As a nineteen-year-old college student I traveled during the summer break between my sophomore and junior years in the Andes and on the Amazon with friends Frank and Kenny. We had little money, travel was rugged, and I got very sick during an eight-day barge ride from Pucallpa to Iquitos on the Peruvian Ucayali tributary of the Amazon River. The Amazon basin that I traveled may not be there very much longer with dire consequences for the indigenous people of the region and human civilization.
A study by scientists from Brazil, the Netherlands, Britain and the United States found that climate change fueled a devastating drought in the Amazon basin in 2023 as dry conditions persisted into the region’s rainy season, the first time that has happened. It caused major rivers to dry up and fish to die, led to extensive wildfires, and threatened the lives and livelihoods of the people of the Amazonas. Power plants along the river and its tributaries were forced to close or reduce production of electricity leading to power outages in parts of Brazil, Ecuador, and Venezuela.

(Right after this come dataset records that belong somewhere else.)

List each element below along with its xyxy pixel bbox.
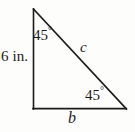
base-label: b <box>68 110 76 126</box>
angle-label-bottom-right: 45° <box>85 88 104 103</box>
degree-icon: ° <box>100 85 104 96</box>
angle-label-top: 45° <box>33 28 52 43</box>
degree-icon: ° <box>48 25 52 36</box>
triangle-hypotenuse <box>34 9 127 109</box>
angle-bottom-right-value: 45 <box>85 87 100 103</box>
hypotenuse-label: c <box>80 40 87 55</box>
angle-top-value: 45 <box>33 27 48 43</box>
triangle-figure: 6 in. 45° 45° c b <box>0 0 135 132</box>
leg-length-label: 6 in. <box>1 49 28 64</box>
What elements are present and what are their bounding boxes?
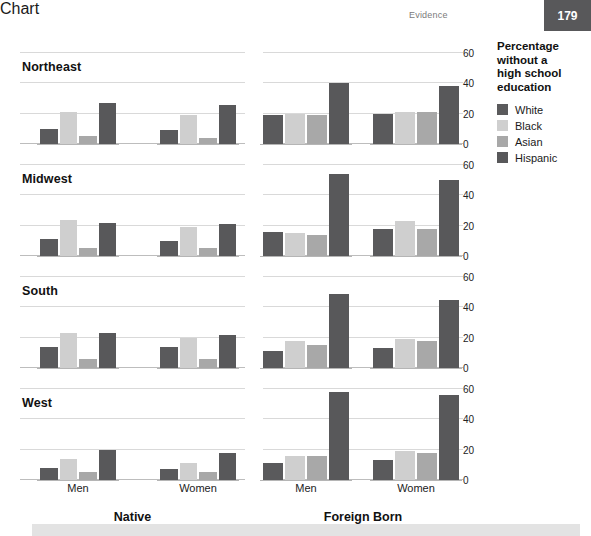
- panel-native-west: MenWomen: [20, 386, 245, 490]
- bars: [160, 274, 236, 368]
- bar-group-men: [263, 274, 349, 368]
- bar-hispanic: [99, 450, 117, 480]
- y-tick-label: 20: [463, 444, 489, 455]
- bar-group-men: [263, 162, 349, 256]
- y-tick-label: 40: [463, 190, 489, 201]
- baseline: [37, 144, 119, 146]
- panel-native-midwest: [20, 162, 245, 266]
- region-row-south: South0204060: [0, 266, 470, 378]
- bar-white: [40, 239, 58, 256]
- plot-area: [263, 50, 463, 144]
- group-label-men: Men: [263, 482, 349, 494]
- y-tick-label: 20: [463, 220, 489, 231]
- bar-white: [160, 469, 178, 480]
- y-axis: 0204060: [463, 162, 493, 256]
- legend-title-line: Percentage: [497, 40, 591, 54]
- y-axis: 0204060: [463, 386, 493, 480]
- legend-swatch-icon: [497, 120, 508, 131]
- bar-hispanic: [219, 453, 237, 480]
- bars: [160, 386, 236, 480]
- bar-white: [373, 460, 393, 480]
- bar-white: [263, 115, 283, 144]
- group-label-men: Men: [40, 482, 116, 494]
- panel-native-northeast: [20, 50, 245, 154]
- baseline: [157, 144, 239, 146]
- y-tick-label: 0: [463, 475, 489, 486]
- panel-foreign-northeast: [263, 50, 463, 154]
- bar-hispanic: [439, 300, 459, 368]
- group-label-women: Women: [160, 482, 236, 494]
- legend-item-label: Hispanic: [515, 152, 557, 164]
- bar-white: [263, 463, 283, 480]
- baseline: [157, 256, 239, 258]
- bar-white: [40, 468, 58, 480]
- y-tick-label: 40: [463, 414, 489, 425]
- bar-hispanic: [329, 294, 349, 368]
- bar-hispanic: [329, 392, 349, 480]
- bars: [263, 386, 349, 480]
- legend-item-asian: Asian: [497, 134, 591, 149]
- y-axis: 0204060: [463, 50, 493, 144]
- region-row-northeast: Northeast0204060: [0, 42, 470, 154]
- bar-group-women: [373, 274, 459, 368]
- baseline: [370, 256, 462, 258]
- chart-legend: Percentagewithout ahigh schooleducation …: [497, 40, 591, 166]
- panel-native-south: [20, 274, 245, 378]
- bar-group-men: [40, 50, 116, 144]
- bar-group-women: Women: [373, 386, 459, 480]
- y-tick-label: 20: [463, 108, 489, 119]
- baseline: [370, 480, 462, 482]
- bar-group-women: [373, 50, 459, 144]
- bars: [40, 274, 116, 368]
- legend-item-label: Asian: [515, 136, 543, 148]
- bar-black: [60, 459, 78, 480]
- bar-hispanic: [329, 83, 349, 144]
- bar-group-women: [373, 162, 459, 256]
- bar-black: [180, 338, 198, 368]
- y-tick-label: 0: [463, 363, 489, 374]
- legend-swatch-icon: [497, 152, 508, 163]
- bar-hispanic: [329, 174, 349, 256]
- legend-item-label: Black: [515, 120, 542, 132]
- bar-group-women: Women: [160, 386, 236, 480]
- bars: [263, 274, 349, 368]
- bar-hispanic: [219, 335, 237, 368]
- bar-group-men: [263, 50, 349, 144]
- y-axis: 0204060: [463, 274, 493, 368]
- bar-hispanic: [219, 224, 237, 256]
- bar-white: [160, 347, 178, 368]
- y-tick-label: 60: [463, 272, 489, 283]
- y-tick-label: 0: [463, 139, 489, 150]
- bar-black: [395, 451, 415, 480]
- legend-title-line: high school: [497, 67, 591, 81]
- baseline: [370, 144, 462, 146]
- bar-white: [160, 241, 178, 256]
- bars: [373, 162, 459, 256]
- baseline: [260, 144, 352, 146]
- region-row-midwest: Midwest0204060: [0, 154, 470, 266]
- y-tick-label: 60: [463, 384, 489, 395]
- legend-items: WhiteBlackAsianHispanic: [497, 102, 591, 165]
- running-head: Evidence: [409, 10, 448, 20]
- page-number: 179: [544, 0, 591, 31]
- bar-hispanic: [99, 333, 117, 368]
- bar-asian: [307, 456, 327, 480]
- y-tick-label: 0: [463, 251, 489, 262]
- legend-item-hispanic: Hispanic: [497, 150, 591, 165]
- y-tick-label: 60: [463, 48, 489, 59]
- region-row-west: WestMenWomenMenWomen0204060: [0, 378, 470, 490]
- panel-foreign-south: [263, 274, 463, 378]
- bar-group-women: [160, 50, 236, 144]
- bars: [40, 50, 116, 144]
- legend-title-line: education: [497, 81, 591, 95]
- plot-area: [20, 274, 245, 368]
- bar-group-men: [40, 274, 116, 368]
- bar-hispanic: [219, 105, 237, 144]
- legend-title-line: without a: [497, 54, 591, 68]
- panel-label-foreign-born: Foreign Born: [263, 510, 463, 524]
- legend-item-white: White: [497, 102, 591, 117]
- bar-group-men: Men: [263, 386, 349, 480]
- bars: [160, 162, 236, 256]
- bar-white: [263, 351, 283, 368]
- bar-group-men: Men: [40, 386, 116, 480]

Several Amazon tributaries were at their lowest level in record history. The scientists concluded that a cyclical El Niño effect caused by shifting Pacific Ocean currents did contribute to a reduction in rain, but that the increase in temperatures caused by human action, especially the burning of fossil fuels over the last 250 years, made the devastating drought 10 times as likely to occur as it would have otherwise. They attribute the dehydration of soil and plants and reduced river flows to global warming.
The Amazon River is the world’s largest by volume and twenty percent of Earth’s freshwater flows through the Amazon rainforest. The Amazon basin is about the same size as the continent of Australia. Because of drought, some parts of the Amazon basin are in the process of transforming from rainforest that stores heat-trapping gases into drier regions releasing the gases into the atmosphere. In addition, because of deforestation, the rainforest has shrunk in size by about 20% since I visited the region in 1969. Even with the deforestation, the Amazon is still the world’s largest carbon sink storing more than 150 billion tons of carbon that could end up in the atmosphere as carbon dioxide, further increasing global warming and climate change. The Amazon’s trees hold about 20% of all the carbon storied in the Earth’s vegetation.

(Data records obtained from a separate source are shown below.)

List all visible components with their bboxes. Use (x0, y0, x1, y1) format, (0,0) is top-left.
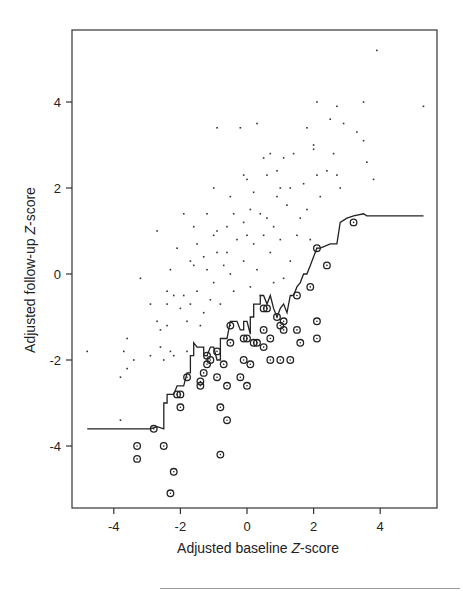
data-point (313, 149, 315, 151)
data-point (263, 235, 265, 237)
circled-data-point (264, 305, 271, 312)
circled-data-point (324, 262, 331, 269)
circled-points (134, 219, 357, 497)
circled-data-point (267, 357, 274, 364)
data-point (150, 303, 152, 305)
data-point (210, 299, 212, 301)
data-point (223, 265, 225, 267)
data-point (270, 252, 272, 254)
circled-data-point (247, 361, 254, 368)
data-point (123, 351, 125, 353)
data-point (289, 260, 291, 262)
data-point (150, 355, 152, 357)
data-point (306, 209, 308, 211)
scatter-points (86, 50, 424, 421)
data-point (200, 325, 202, 327)
data-point (230, 196, 232, 198)
data-point (266, 217, 268, 219)
data-point (423, 106, 425, 108)
data-point (329, 118, 331, 120)
data-point (170, 269, 172, 271)
data-point (333, 153, 335, 155)
data-point (216, 252, 218, 254)
circled-data-point (307, 284, 314, 291)
data-point (183, 213, 185, 215)
data-point (120, 376, 122, 378)
data-point (193, 226, 195, 228)
data-point (313, 144, 315, 146)
circled-data-point (274, 314, 281, 321)
data-point (190, 303, 192, 305)
data-point (253, 192, 255, 194)
circled-data-point (160, 443, 167, 450)
data-point (276, 170, 278, 172)
plot-frame (72, 30, 437, 508)
x-tick-label: 2 (310, 519, 317, 534)
data-point (233, 290, 235, 292)
circled-data-point (314, 318, 321, 325)
circled-data-point (297, 340, 304, 347)
data-point (336, 174, 338, 176)
data-point (183, 295, 185, 297)
data-point (316, 101, 318, 103)
data-point (336, 106, 338, 108)
data-point (309, 239, 311, 241)
y-tick-label: -4 (49, 439, 61, 454)
data-point (296, 235, 298, 237)
data-point (339, 187, 341, 189)
data-point (273, 226, 275, 228)
x-axis-label: Adjusted baseline Z-score (177, 540, 339, 556)
data-point (170, 351, 172, 353)
data-point (276, 196, 278, 198)
x-tick-label: -2 (175, 519, 187, 534)
circled-data-point (260, 327, 267, 334)
y-tick-label: 4 (54, 95, 61, 110)
circled-data-point (167, 490, 174, 497)
x-tick-label: 4 (377, 519, 384, 534)
circled-data-point (240, 357, 247, 364)
data-point (376, 50, 378, 52)
data-point (250, 286, 252, 288)
data-point (363, 101, 365, 103)
circled-data-point (254, 340, 261, 347)
y-tick-label: 2 (54, 181, 61, 196)
data-point (326, 170, 328, 172)
data-point (260, 295, 262, 297)
data-point (160, 329, 162, 331)
circled-data-point (177, 391, 184, 398)
data-point (213, 282, 215, 284)
circled-data-point (224, 383, 231, 390)
data-point (226, 252, 228, 254)
circled-data-point (237, 374, 244, 381)
data-point (299, 217, 301, 219)
circled-data-point (287, 357, 294, 364)
data-point (156, 321, 158, 323)
y-axis-ticks: -4-2024 (49, 95, 72, 454)
data-point (193, 265, 195, 267)
x-tick-label: 0 (243, 519, 250, 534)
data-point (243, 174, 245, 176)
data-point (86, 351, 88, 353)
data-point (343, 123, 345, 125)
data-point (266, 174, 268, 176)
threshold-step-line (87, 214, 423, 429)
data-point (283, 278, 285, 280)
data-point (173, 355, 175, 357)
data-point (233, 213, 235, 215)
data-point (256, 123, 258, 125)
data-point (203, 256, 205, 258)
data-point (363, 140, 365, 142)
circled-data-point (314, 335, 321, 342)
data-point (180, 308, 182, 310)
data-point (206, 213, 208, 215)
scatter-chart: -4-2024 -4-2024 Adjusted baseline Z-scor… (0, 0, 463, 591)
data-point (293, 153, 295, 155)
circled-data-point (294, 292, 301, 299)
circled-data-point (214, 374, 221, 381)
data-point (283, 157, 285, 159)
circled-data-point (244, 383, 251, 390)
data-point (316, 174, 318, 176)
data-point (196, 243, 198, 245)
data-point (126, 368, 128, 370)
y-tick-label: 0 (54, 267, 61, 282)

Climate change is not just impacting the Amazon basin. Unprecedented ocean surface temperatures are destroying coral reefs in the Caribbean. Coral reefs play a similar role as the Amazon rainforest as the home to biodiversity on the planet. About one-fourth of marine species depend on coral reefs for survival during their life cycles. They also help protect coast regions from storms. The world’s oceans have lost 50% of their coral since the 1950s. In the southern Mexico states of Tabasco and Chiapas, howler monkeys are dying from dehydration caused by extreme heat and are falling out of trees where they live.
Last year, Canada had its worst fire season ever. Forests the size of the state of North Dakota burned and the smoke traveled south enveloping U.S. cities in orange haze. In June and July, air quality in New York was so bad that emergency room visits caused by asthma rose by 40%. A once in a lifetime experience caused by climate change and record forest fires may now be the new normal as the fire season in Canada restarts and smoke will probably again blanket northern U.S. cities. Worse, the fire activity in Quebec just north of New York is expected to double by 2050.
At the same time, scientists at the National Oceanic and Atmospheric Administration predict that the Eastern Coast of the United States will have more intense hurricane activity this summer and fall partly because of warming oceans. NOAA forecasts that there will be between 17 and 25 named storms, between 8 and 13 with hurricane level winds, and between 4 and 7 major hurricanes with winds of 111 mph or higher. Expect flooding and interruptions in electrical service.
The Earth’s environment well almost definitely deteriorate more rapidly if Donald Trump is elected President in November. Trump recently met with a group of over twenty fossil fuel company executives including Exxon and Chevron and demanded that they contribute one billion dollars to his election campaign. In exchange, Trump promised, as President, to maintain tax breaks for fossil fuel companies, remove barriers to drilling in new fields for oil and gas, end restrictions on the export of natural gas, and eliminate restrictions on automobile and truck pollution. The fossil fuel industry was a major contributor to Trump’s previous presidential campaign.